*Stored data entries*
◇ ◇ ◇

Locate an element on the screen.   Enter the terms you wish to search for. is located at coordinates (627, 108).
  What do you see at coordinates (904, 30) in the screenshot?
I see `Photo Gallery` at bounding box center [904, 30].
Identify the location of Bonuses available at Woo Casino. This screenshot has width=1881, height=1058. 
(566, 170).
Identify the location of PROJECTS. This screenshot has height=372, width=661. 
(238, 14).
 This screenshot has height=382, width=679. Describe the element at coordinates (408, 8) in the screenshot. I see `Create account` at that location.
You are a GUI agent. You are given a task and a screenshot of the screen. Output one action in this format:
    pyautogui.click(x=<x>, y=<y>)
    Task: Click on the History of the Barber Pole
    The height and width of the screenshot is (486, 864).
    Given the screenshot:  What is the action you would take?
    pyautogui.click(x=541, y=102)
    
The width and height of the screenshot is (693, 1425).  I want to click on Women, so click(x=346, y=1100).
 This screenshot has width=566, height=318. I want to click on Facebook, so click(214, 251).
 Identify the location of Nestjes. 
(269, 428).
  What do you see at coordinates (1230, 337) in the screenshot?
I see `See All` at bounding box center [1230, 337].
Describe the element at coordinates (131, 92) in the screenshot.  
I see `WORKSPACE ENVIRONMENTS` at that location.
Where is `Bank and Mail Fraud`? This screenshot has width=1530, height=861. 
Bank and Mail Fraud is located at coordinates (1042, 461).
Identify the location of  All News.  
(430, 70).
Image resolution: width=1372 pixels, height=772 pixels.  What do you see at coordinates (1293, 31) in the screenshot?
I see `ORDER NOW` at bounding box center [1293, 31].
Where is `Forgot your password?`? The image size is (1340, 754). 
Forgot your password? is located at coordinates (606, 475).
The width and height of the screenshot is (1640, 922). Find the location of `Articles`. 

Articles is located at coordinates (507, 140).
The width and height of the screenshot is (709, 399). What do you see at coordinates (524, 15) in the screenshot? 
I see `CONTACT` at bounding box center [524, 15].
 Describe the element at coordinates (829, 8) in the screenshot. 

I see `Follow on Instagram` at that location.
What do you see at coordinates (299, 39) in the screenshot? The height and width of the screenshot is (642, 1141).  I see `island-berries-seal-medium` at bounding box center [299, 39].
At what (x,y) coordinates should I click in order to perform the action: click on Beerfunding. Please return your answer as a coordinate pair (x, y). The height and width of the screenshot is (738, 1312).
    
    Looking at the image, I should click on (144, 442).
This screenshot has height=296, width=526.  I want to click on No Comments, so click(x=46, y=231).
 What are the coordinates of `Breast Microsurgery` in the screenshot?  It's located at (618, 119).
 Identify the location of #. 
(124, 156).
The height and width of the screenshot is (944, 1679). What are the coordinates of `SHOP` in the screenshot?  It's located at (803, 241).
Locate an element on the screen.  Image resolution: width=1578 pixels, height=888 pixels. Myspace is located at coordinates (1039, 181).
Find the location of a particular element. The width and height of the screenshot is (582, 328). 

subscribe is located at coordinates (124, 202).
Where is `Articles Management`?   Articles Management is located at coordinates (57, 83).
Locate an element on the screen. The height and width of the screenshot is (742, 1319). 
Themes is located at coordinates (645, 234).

◇ ◇ ◇

*Activity*
An exact copy of every record is required.

*Task answer*
Locate an element on the screen.   Enter the terms you wish to search for. is located at coordinates (627, 108).
  What do you see at coordinates (904, 30) in the screenshot?
I see `Photo Gallery` at bounding box center [904, 30].
Identify the location of Bonuses available at Woo Casino. This screenshot has width=1881, height=1058. 
(566, 170).
Identify the location of PROJECTS. This screenshot has height=372, width=661. 
(238, 14).
 This screenshot has height=382, width=679. Describe the element at coordinates (408, 8) in the screenshot. I see `Create account` at that location.
You are a GUI agent. You are given a task and a screenshot of the screen. Output one action in this format:
    pyautogui.click(x=<x>, y=<y>)
    Task: Click on the History of the Barber Pole
    The height and width of the screenshot is (486, 864).
    Given the screenshot:  What is the action you would take?
    pyautogui.click(x=541, y=102)
    
The width and height of the screenshot is (693, 1425).  I want to click on Women, so click(x=346, y=1100).
 This screenshot has width=566, height=318. I want to click on Facebook, so click(214, 251).
 Identify the location of Nestjes. 
(269, 428).
  What do you see at coordinates (1230, 337) in the screenshot?
I see `See All` at bounding box center [1230, 337].
Describe the element at coordinates (131, 92) in the screenshot.  
I see `WORKSPACE ENVIRONMENTS` at that location.
Where is `Bank and Mail Fraud`? This screenshot has width=1530, height=861. 
Bank and Mail Fraud is located at coordinates (1042, 461).
Identify the location of  All News.  
(430, 70).
Image resolution: width=1372 pixels, height=772 pixels.  What do you see at coordinates (1293, 31) in the screenshot?
I see `ORDER NOW` at bounding box center [1293, 31].
Where is `Forgot your password?`? The image size is (1340, 754). 
Forgot your password? is located at coordinates (606, 475).
The width and height of the screenshot is (1640, 922). Find the location of `Articles`. 

Articles is located at coordinates (507, 140).
The width and height of the screenshot is (709, 399). What do you see at coordinates (524, 15) in the screenshot? 
I see `CONTACT` at bounding box center [524, 15].
 Describe the element at coordinates (829, 8) in the screenshot. 

I see `Follow on Instagram` at that location.
What do you see at coordinates (299, 39) in the screenshot? The height and width of the screenshot is (642, 1141).  I see `island-berries-seal-medium` at bounding box center [299, 39].
At what (x,y) coordinates should I click in order to perform the action: click on Beerfunding. Please return your answer as a coordinate pair (x, y). The height and width of the screenshot is (738, 1312).
    
    Looking at the image, I should click on (144, 442).
This screenshot has height=296, width=526.  I want to click on No Comments, so click(x=46, y=231).
 What are the coordinates of `Breast Microsurgery` in the screenshot?  It's located at (618, 119).
 Identify the location of #. 
(124, 156).
The height and width of the screenshot is (944, 1679). What are the coordinates of `SHOP` in the screenshot?  It's located at (803, 241).
Locate an element on the screen.  Image resolution: width=1578 pixels, height=888 pixels. Myspace is located at coordinates (1039, 181).
Find the location of a particular element. The width and height of the screenshot is (582, 328). 

subscribe is located at coordinates (124, 202).
Where is `Articles Management`?   Articles Management is located at coordinates (57, 83).
Locate an element on the screen. The height and width of the screenshot is (742, 1319). 
Themes is located at coordinates (645, 234).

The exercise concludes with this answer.